Chances are, if you’ve called customer service to enough companies, you’ve come across a representative who works for a call-center which has been contracted to handle a comapany’s account. Large corporations that don’t want to employ their own agents and maintain their own facilities will often outsource customer service to a third party, which at times can mean a company in another part of the world. Bangalore, India was famously portrayed for its role in call-center outsourcing in the Thomas Friedman book The World Is Flat, servicing many large American companies. But tools like outsourcing or crowdsourcing are not always beneficial to every breed of company.
A recent post on crowdsourcing from the startup blog Pluggd.in, and a Forbes article about outsourcing have both warned startups of the possible complications of both. Crowdsourcing is similar to outsourcing in that a task normally conducted by an employee is shifted to a third party, but in this case the job is performed by numerous people, not just one. If I wanted to outsource the web design of my new site, I might hire a graphic designer, but if I wanted to crowdsource, I could use a service like crowdSPRING to host a competition and pick from a whole slew of designs and designers.
While crowdsourcing and outsourcing are fundamentally different, they share similar risks, especially for startups and small businesses. As the Pluggd.in article suggests, more mature companies might be better candidates for this type of work.
“Startups do not fit the ‘business case’ that could garner qualified social feedback for its product from the crowd,” the article argues. “The product engagement within the market has not been long enough, and more often than not the sample size of [the] crowd may not be representative at all.”
The idea here is that crowdsourcing works better when the audience participating is more aware of the product in the market. With startups, crowds may not have the most accurate sense of the best direction for an idea, especially one that is new and innovative. That’s what you, the entrepreneur, are for. The article warns startups to not rely too heavily on information gathered from the crowd in terms of which features to keep, which to throw away, which to add, or any other kind of information. Startups should always listen to their users, but work with them, not for them.
Along the lines of do-it-yourself, the Forbes article chronicles an unfortunate tale of outsourcing gone wrong. In my interview this week with Danny Wong of Blank Label, he pointed me to this article based on an interview with his co-founder, Fan Bi. In it, Bi warns startups looking to outsource design and development to cheaper labor pools should think twice before doing so.
“It was too good of an opportunity to pass up when we were trying to bootstrap our business. Getting the work done for a quarter of the price was tempting,” says Bi. “The team abroad wanted quick and dirty projects that can be turned around quickly and get them paid. They had no real ownership.”
The outsourced work came back looking “terrible”, he says. The designers and coders they had outsourced had no passion or personal investment in the work they were doing, and it showed in the quality. For startups, it seems that finding a partner or employee who is just as passionate about the company and its vision is well worth the extra money for the quality they bring with them.
Entrepreneurs are highly motivated and driven people, and companies succeed when a group of passionate people set their sights on one goal. Outsourcing and crowdsourcing seem to go against that mantra, and one could argue that these are lazy roads to go down for a startup. But are crowdsourcing and outsourcing a pair of techniques that should be avoided outright by startups? Or are there times when a startup can employ one of these tactics? Let us know how you feel about this issue in the comments.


■ **Try it**: Take the data below and filter it for lines containing the word "Millions"; show each line found.

■ **Available data**:
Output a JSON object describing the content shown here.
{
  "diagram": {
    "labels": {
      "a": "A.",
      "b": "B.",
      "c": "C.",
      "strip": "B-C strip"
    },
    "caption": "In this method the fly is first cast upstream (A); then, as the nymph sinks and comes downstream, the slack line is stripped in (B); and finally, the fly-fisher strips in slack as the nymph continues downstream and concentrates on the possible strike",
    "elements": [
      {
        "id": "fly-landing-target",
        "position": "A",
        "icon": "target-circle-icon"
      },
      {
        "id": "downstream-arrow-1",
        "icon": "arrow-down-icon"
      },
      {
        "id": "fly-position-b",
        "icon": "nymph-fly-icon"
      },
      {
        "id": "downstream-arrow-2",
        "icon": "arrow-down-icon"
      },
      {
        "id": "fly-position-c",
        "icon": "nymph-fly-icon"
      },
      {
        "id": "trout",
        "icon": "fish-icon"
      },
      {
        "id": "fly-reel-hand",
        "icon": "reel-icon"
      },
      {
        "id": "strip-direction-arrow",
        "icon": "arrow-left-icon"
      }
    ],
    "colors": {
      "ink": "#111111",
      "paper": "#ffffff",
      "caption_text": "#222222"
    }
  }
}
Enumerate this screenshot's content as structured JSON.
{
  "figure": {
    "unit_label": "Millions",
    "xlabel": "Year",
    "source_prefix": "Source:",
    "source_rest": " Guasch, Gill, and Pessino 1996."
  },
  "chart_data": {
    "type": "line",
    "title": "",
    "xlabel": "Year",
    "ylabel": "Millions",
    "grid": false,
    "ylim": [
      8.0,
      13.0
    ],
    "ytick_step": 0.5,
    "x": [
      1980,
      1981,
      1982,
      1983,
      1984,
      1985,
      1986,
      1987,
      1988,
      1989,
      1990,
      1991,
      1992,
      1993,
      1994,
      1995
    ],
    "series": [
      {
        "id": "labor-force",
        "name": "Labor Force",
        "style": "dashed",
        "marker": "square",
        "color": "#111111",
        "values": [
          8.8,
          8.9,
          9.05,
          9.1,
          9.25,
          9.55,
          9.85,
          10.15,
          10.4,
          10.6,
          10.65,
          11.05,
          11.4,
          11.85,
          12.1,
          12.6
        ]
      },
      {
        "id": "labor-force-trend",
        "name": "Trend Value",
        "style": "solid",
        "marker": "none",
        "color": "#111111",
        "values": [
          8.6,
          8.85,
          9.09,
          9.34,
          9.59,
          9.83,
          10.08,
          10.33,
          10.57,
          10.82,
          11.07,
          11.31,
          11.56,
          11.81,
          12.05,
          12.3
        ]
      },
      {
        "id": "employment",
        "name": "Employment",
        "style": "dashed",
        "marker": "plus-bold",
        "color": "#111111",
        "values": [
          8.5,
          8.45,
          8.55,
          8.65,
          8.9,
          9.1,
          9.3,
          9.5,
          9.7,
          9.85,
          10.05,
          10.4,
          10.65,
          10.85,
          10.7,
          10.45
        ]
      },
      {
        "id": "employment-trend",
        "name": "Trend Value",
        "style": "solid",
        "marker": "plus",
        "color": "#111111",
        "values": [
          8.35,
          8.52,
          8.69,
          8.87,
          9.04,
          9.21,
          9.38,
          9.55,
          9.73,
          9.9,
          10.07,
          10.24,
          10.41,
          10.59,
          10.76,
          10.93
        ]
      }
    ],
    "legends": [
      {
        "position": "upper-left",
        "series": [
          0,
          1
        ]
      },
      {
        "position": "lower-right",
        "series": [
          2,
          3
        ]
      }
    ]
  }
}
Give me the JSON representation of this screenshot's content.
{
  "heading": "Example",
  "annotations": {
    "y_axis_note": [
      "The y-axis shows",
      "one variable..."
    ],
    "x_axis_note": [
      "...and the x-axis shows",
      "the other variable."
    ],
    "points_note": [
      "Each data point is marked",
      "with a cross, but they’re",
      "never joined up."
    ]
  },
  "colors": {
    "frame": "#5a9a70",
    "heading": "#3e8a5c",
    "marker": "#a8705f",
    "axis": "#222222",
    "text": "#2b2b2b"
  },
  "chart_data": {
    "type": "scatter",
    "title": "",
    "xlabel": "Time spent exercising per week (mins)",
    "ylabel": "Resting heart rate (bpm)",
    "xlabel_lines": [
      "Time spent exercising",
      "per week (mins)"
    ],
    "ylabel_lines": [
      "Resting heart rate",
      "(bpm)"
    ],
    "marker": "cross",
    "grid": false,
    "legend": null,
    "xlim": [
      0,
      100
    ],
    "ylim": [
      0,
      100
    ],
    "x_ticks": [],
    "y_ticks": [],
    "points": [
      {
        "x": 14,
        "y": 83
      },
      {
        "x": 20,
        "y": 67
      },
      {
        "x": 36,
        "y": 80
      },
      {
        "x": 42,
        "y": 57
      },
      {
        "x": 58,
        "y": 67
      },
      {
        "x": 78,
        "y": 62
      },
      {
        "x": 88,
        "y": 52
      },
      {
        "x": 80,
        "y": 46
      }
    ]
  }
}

...

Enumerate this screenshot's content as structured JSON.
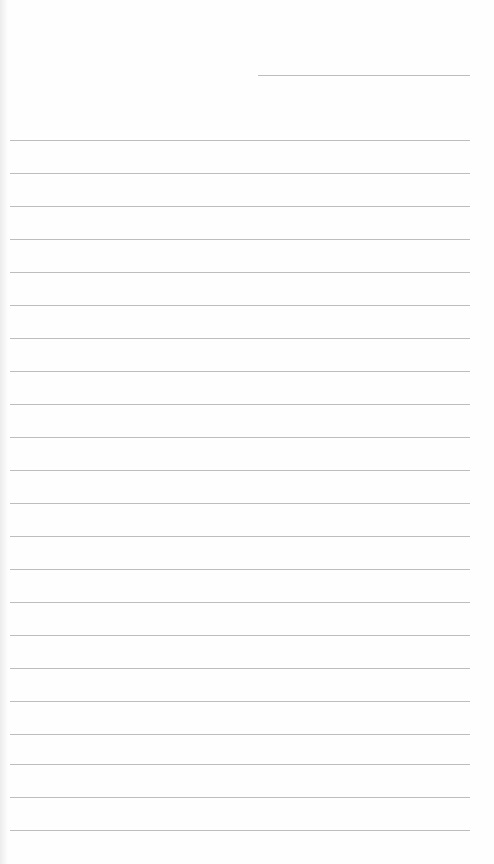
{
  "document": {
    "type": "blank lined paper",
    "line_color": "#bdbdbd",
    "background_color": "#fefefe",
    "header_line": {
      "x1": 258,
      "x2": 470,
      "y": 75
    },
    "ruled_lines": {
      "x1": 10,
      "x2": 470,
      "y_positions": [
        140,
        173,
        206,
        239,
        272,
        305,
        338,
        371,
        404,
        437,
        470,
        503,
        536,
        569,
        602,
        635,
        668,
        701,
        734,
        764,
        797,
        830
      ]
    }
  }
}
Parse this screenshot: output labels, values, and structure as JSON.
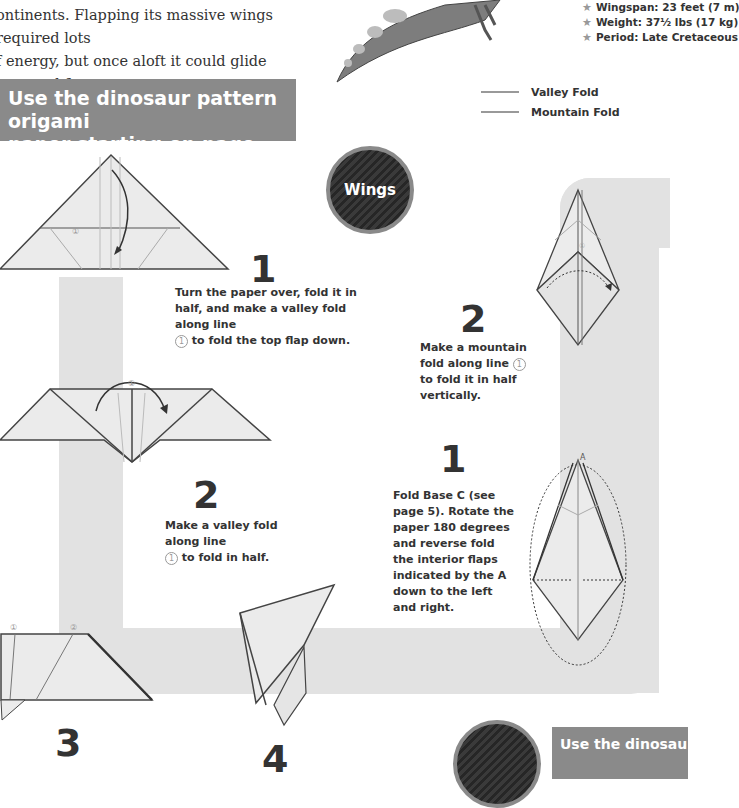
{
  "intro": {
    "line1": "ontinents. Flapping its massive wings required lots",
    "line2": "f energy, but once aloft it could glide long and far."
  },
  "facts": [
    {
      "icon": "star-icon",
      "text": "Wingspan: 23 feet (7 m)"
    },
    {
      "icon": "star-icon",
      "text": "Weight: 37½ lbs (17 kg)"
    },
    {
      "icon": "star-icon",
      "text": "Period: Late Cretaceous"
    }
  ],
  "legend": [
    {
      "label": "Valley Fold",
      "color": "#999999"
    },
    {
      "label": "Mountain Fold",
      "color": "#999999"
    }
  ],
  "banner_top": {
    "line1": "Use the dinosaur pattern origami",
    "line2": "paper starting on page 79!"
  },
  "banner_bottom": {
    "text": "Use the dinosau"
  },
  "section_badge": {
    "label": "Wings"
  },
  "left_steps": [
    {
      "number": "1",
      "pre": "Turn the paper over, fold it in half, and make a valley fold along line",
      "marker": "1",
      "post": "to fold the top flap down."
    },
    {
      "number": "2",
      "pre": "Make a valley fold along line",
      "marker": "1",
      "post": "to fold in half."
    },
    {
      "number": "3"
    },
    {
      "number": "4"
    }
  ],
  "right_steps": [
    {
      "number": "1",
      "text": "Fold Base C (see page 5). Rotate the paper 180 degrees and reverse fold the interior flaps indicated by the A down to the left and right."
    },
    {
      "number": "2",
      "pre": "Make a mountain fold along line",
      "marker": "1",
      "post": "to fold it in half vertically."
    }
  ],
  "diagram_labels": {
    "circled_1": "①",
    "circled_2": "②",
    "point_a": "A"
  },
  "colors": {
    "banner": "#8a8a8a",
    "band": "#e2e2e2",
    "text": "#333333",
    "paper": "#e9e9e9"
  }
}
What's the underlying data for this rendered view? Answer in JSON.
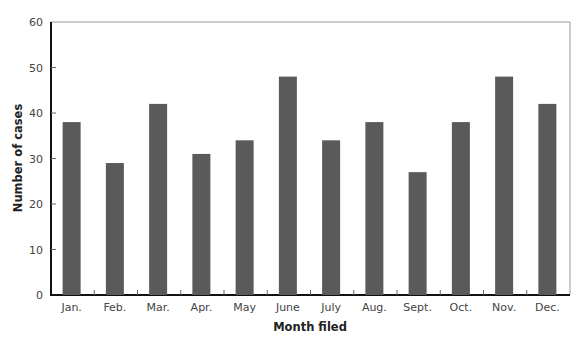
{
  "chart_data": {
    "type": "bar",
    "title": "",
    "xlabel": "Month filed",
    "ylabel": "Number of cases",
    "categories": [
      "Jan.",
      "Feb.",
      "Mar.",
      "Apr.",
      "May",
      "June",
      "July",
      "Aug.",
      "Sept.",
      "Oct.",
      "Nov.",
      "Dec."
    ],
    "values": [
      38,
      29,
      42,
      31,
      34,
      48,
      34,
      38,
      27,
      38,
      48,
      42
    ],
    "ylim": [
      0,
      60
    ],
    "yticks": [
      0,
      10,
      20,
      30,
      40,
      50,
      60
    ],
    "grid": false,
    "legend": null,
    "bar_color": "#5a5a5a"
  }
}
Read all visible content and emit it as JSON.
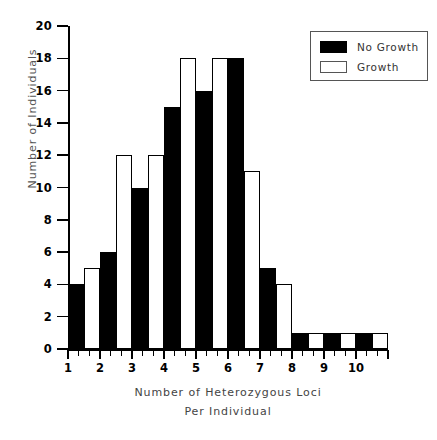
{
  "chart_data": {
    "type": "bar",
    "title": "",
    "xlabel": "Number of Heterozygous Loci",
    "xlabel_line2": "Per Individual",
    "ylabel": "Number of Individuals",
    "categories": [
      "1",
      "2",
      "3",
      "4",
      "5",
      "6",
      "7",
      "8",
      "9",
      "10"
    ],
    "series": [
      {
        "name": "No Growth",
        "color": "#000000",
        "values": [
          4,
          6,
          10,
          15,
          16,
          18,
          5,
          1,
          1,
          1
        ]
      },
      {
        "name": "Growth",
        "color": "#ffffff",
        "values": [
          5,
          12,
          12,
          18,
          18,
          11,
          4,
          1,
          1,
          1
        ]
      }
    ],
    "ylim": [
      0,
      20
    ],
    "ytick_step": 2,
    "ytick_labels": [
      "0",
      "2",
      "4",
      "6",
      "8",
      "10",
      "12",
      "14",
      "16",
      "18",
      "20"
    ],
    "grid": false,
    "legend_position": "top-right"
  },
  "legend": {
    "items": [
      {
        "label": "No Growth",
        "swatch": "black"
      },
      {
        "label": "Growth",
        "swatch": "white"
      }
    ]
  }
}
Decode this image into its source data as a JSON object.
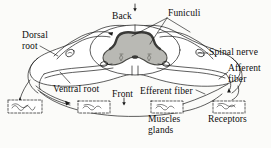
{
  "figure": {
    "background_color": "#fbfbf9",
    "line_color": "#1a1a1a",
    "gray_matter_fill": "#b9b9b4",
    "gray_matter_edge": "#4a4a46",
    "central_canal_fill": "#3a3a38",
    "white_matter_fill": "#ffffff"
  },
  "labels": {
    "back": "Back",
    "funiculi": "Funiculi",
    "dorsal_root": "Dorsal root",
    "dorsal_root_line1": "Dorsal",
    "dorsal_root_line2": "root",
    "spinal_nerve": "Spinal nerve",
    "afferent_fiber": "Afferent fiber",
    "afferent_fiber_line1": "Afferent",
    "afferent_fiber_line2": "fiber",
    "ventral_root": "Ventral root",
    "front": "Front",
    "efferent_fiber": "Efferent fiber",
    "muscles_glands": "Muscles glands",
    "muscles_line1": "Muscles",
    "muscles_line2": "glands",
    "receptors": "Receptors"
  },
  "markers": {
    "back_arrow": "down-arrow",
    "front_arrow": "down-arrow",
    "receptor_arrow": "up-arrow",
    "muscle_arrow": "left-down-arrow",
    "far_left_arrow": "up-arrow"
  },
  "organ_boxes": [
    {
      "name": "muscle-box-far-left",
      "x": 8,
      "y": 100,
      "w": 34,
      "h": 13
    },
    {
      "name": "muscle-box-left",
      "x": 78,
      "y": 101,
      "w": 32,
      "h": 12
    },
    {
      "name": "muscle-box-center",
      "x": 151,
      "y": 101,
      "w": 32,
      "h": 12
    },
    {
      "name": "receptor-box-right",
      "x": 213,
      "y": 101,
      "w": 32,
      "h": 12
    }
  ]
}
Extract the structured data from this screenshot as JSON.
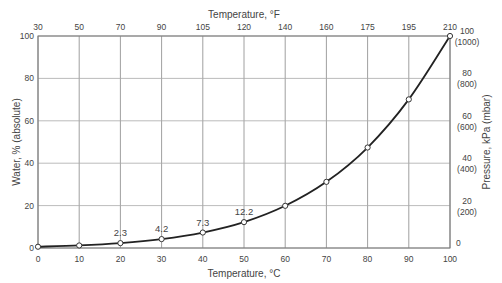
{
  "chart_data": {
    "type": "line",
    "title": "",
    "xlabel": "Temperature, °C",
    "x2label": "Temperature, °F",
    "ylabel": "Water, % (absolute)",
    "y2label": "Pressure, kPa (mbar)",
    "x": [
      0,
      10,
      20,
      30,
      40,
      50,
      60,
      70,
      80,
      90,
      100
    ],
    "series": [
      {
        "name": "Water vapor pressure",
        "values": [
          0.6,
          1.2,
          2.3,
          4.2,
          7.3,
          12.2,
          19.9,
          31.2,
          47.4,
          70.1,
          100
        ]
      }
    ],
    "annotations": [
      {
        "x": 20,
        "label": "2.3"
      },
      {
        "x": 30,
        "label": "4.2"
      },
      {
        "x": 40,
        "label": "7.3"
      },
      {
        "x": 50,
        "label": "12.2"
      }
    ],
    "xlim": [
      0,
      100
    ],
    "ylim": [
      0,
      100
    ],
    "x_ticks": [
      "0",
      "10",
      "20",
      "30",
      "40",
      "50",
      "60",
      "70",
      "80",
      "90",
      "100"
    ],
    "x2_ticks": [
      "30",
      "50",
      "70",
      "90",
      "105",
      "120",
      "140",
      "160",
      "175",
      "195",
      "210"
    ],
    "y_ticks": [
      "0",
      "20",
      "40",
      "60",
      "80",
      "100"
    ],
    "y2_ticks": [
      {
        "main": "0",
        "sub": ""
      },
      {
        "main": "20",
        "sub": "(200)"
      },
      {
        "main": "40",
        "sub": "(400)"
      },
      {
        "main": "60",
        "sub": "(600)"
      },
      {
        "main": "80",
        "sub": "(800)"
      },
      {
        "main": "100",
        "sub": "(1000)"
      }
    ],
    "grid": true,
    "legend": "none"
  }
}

...

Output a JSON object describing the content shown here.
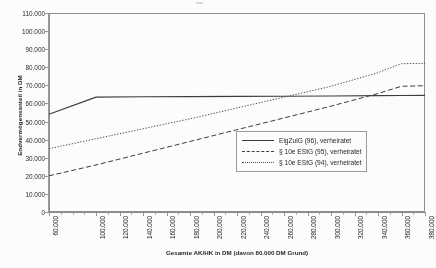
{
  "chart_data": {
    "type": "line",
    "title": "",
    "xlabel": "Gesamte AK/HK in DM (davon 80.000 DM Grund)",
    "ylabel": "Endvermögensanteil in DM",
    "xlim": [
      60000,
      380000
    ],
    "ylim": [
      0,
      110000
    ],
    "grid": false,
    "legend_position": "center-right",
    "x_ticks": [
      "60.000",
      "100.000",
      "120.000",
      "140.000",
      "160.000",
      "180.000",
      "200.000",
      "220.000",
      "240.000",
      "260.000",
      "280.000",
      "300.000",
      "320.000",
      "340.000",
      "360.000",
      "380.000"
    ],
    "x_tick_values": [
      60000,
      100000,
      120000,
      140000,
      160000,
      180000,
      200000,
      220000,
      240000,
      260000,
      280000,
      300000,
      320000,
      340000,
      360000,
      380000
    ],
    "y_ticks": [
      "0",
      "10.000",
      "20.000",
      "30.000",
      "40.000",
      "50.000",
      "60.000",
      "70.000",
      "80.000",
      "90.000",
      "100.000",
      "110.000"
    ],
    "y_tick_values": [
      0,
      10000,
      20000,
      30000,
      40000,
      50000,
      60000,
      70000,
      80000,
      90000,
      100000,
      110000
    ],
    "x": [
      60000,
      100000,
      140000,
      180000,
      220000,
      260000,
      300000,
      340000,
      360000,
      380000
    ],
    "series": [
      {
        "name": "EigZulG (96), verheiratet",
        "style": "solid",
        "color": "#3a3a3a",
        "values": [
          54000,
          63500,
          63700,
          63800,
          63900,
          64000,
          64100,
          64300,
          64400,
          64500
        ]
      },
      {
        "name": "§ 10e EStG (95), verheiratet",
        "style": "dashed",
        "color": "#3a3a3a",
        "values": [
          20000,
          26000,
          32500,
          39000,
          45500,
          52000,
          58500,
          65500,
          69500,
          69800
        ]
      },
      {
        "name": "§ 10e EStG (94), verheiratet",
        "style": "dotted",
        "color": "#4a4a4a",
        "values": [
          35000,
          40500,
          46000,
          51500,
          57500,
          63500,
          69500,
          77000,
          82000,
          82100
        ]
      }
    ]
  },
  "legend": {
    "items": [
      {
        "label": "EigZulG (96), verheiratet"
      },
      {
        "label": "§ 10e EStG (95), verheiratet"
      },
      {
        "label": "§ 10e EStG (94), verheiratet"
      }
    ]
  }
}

■ **Answer space**:
    "unit_label": "Millions",
    "ylabel": "Millions",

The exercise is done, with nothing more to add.